> TO DO: Leaving out the pictures, reproduce each record exactly and in full.

BEGIN PROVIDED ENTRIES

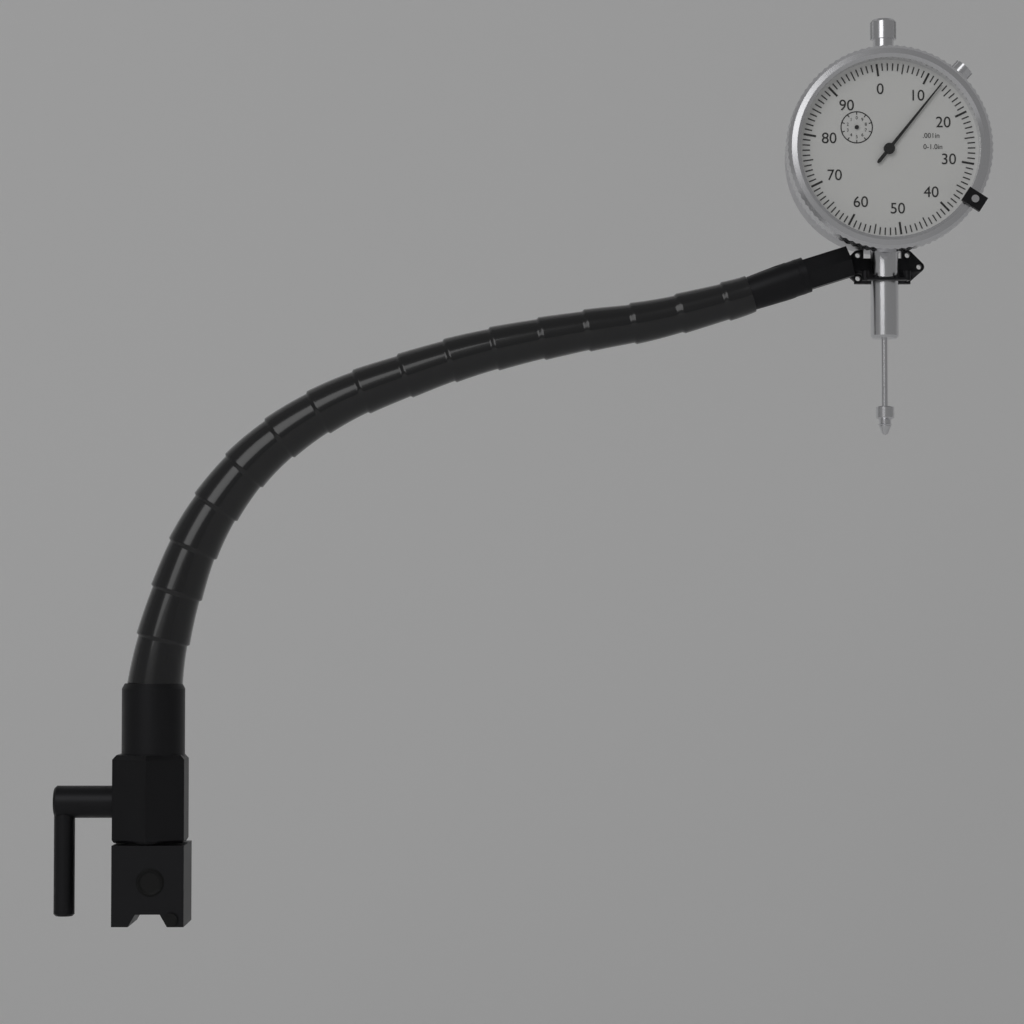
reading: 0.013 in
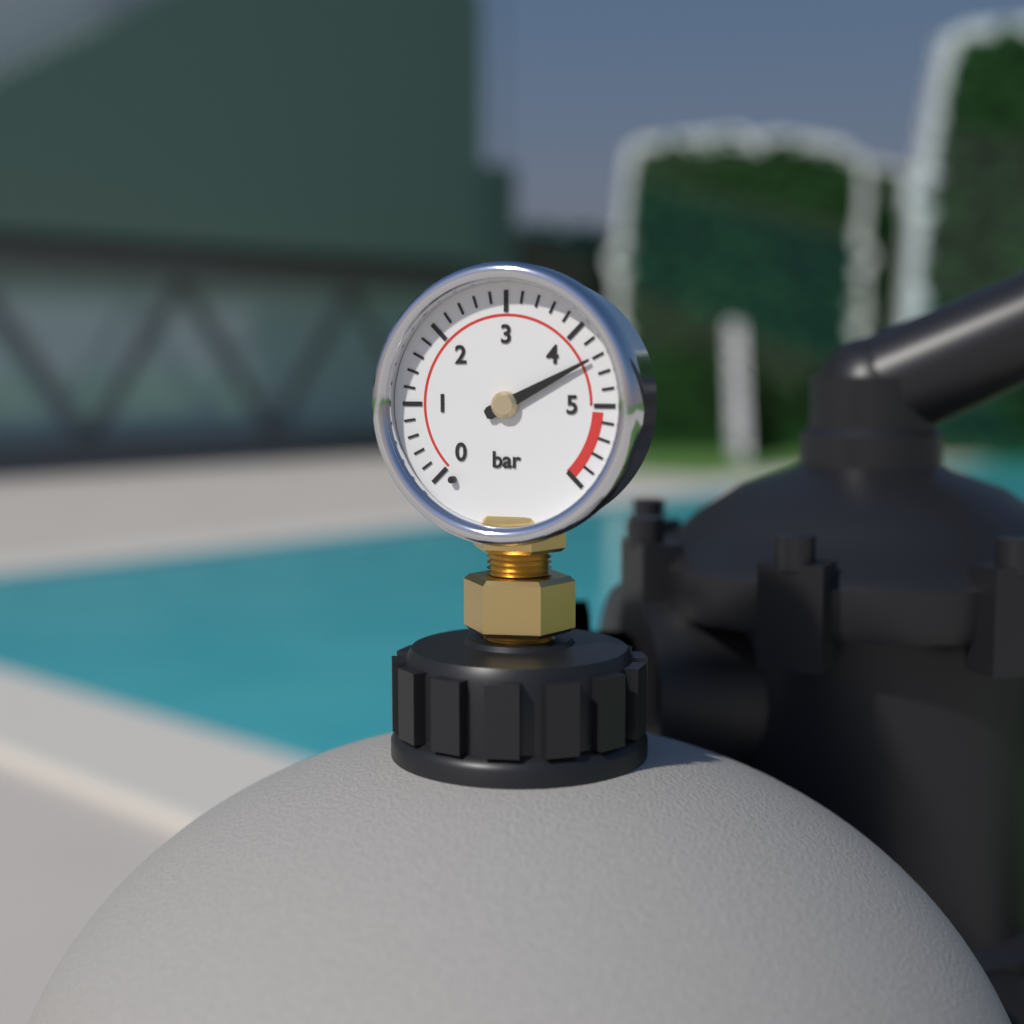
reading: 4.4 bar
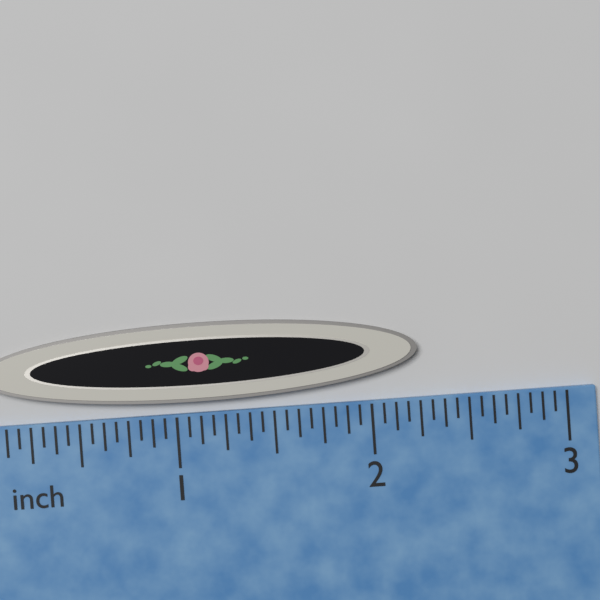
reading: 2.2500 inch
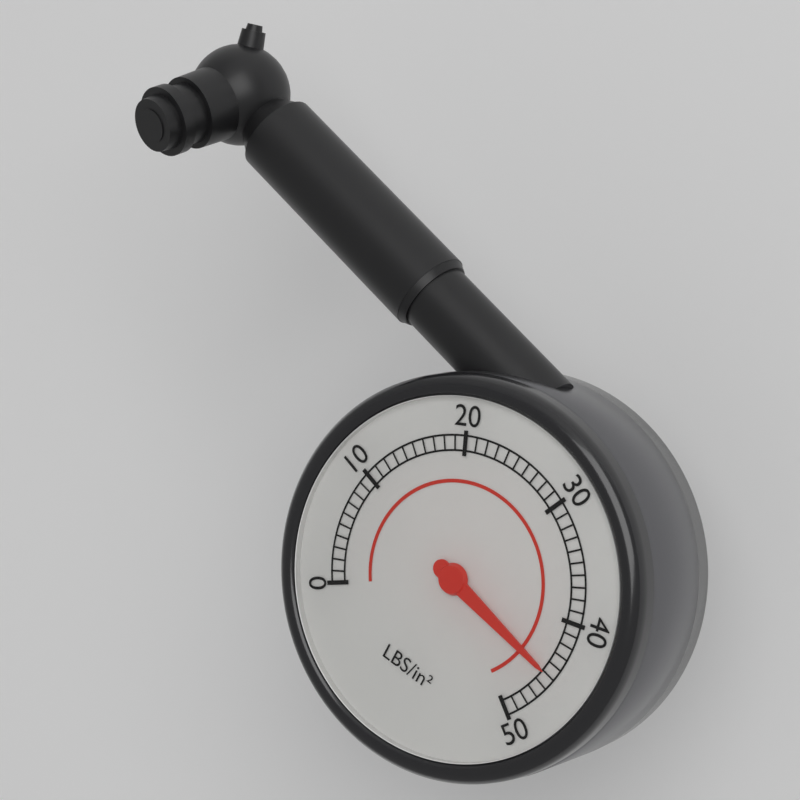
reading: 45 psi
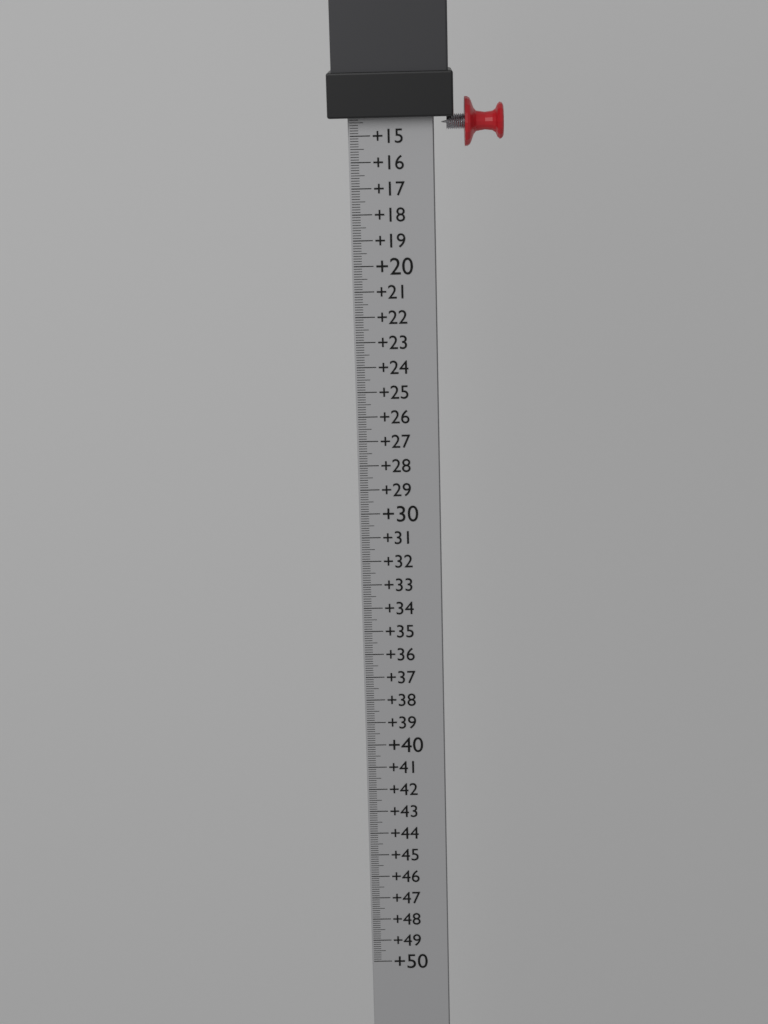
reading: 14.3 (no unit)
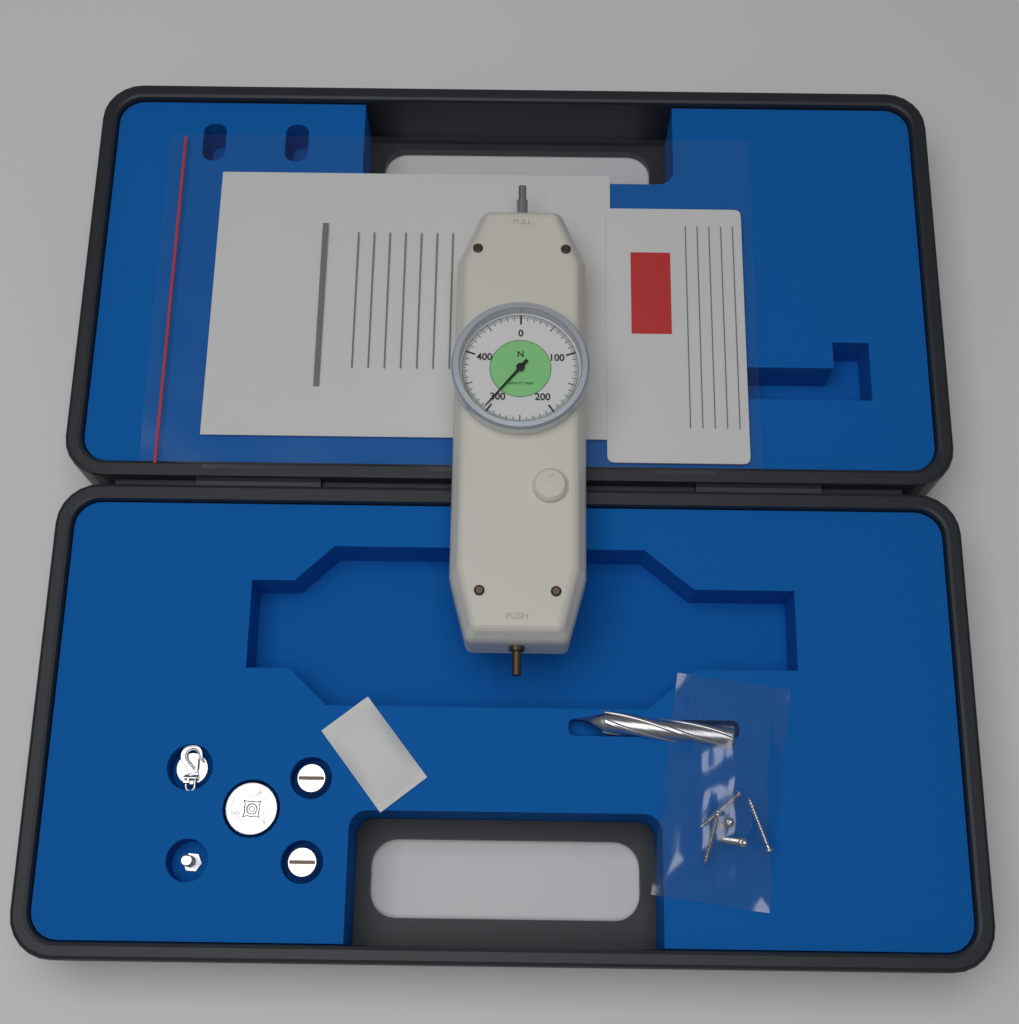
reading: 305.0 N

END PROVIDED ENTRIES

> EXERCISE OUTPUT:
reading: 0.013 in
reading: 4.4 bar
reading: 2.2500 inch
reading: 45 psi
reading: 14.3 (no unit)
reading: 305.0 N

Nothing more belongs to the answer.